Saturday, May 4, 2013

Flash Fiction by Nancy Purcell


Wasted Lovers                            

           He left home the summer prior to his senior year; not because of bad grades, but because of bad friends. It was the music that stitched them together, his guitar in particular; his long fingers born to create magic. 

           Pot was his first date, then uppers became his steady. But it was his marriage to heroin that got under his skin.

           Two years later, on a grey January morning, our dog moaned by the bedroom door. I pushed away bed-covers and followed him to the basement door. I flicked the light switch, grabbed the railing and tread slow-steps toward my expectation: the boy, our long gone son, had broken in and returned to his early music spot. Propped against the wall, he looked ragged and used up, the needle still in his arm.

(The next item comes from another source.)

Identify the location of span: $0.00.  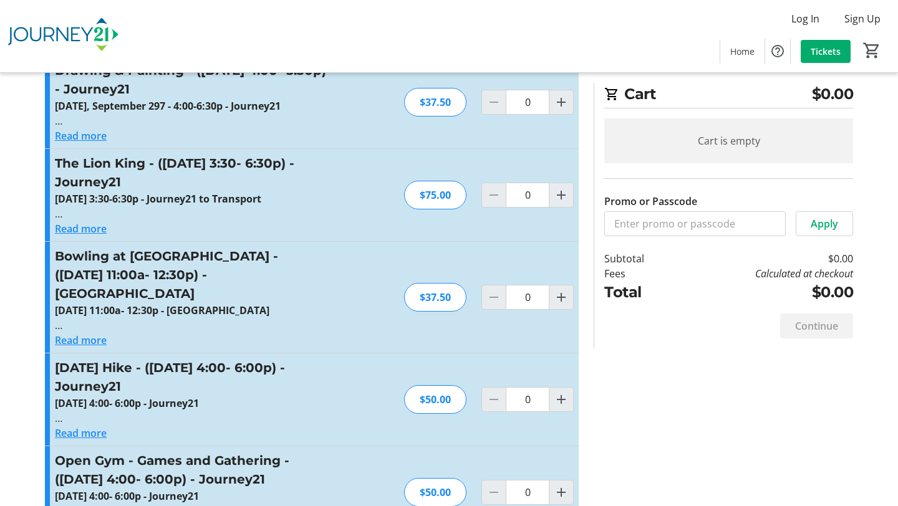
(832, 94).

           Close by, leaning against a chair, was his guitar, the only thing he'd valued more than life.


Nancy Purcell's publications include RiverSedge, The MacGuffin, Pangolin Papers, Troika, LongStoryShort, The Square Table, DiverseVoicesQuarterly, among others. Her work has been included in anthologies and on the "Writers' Radio Show" station WAWL, Chattanooga, TN.   She served as a NC Writers Network/Elizabeth Squire Daniels Writer-in-Residence, Peace College, Raleigh, NC under the direction of Doris Betts. She facilitates a Creative Writing adult education program at Brevard College, Brevard, NC. and quick-coaches aspiring writers. Nancy also served 7 years as Transylvania County's representative for North Carolina Writers Network.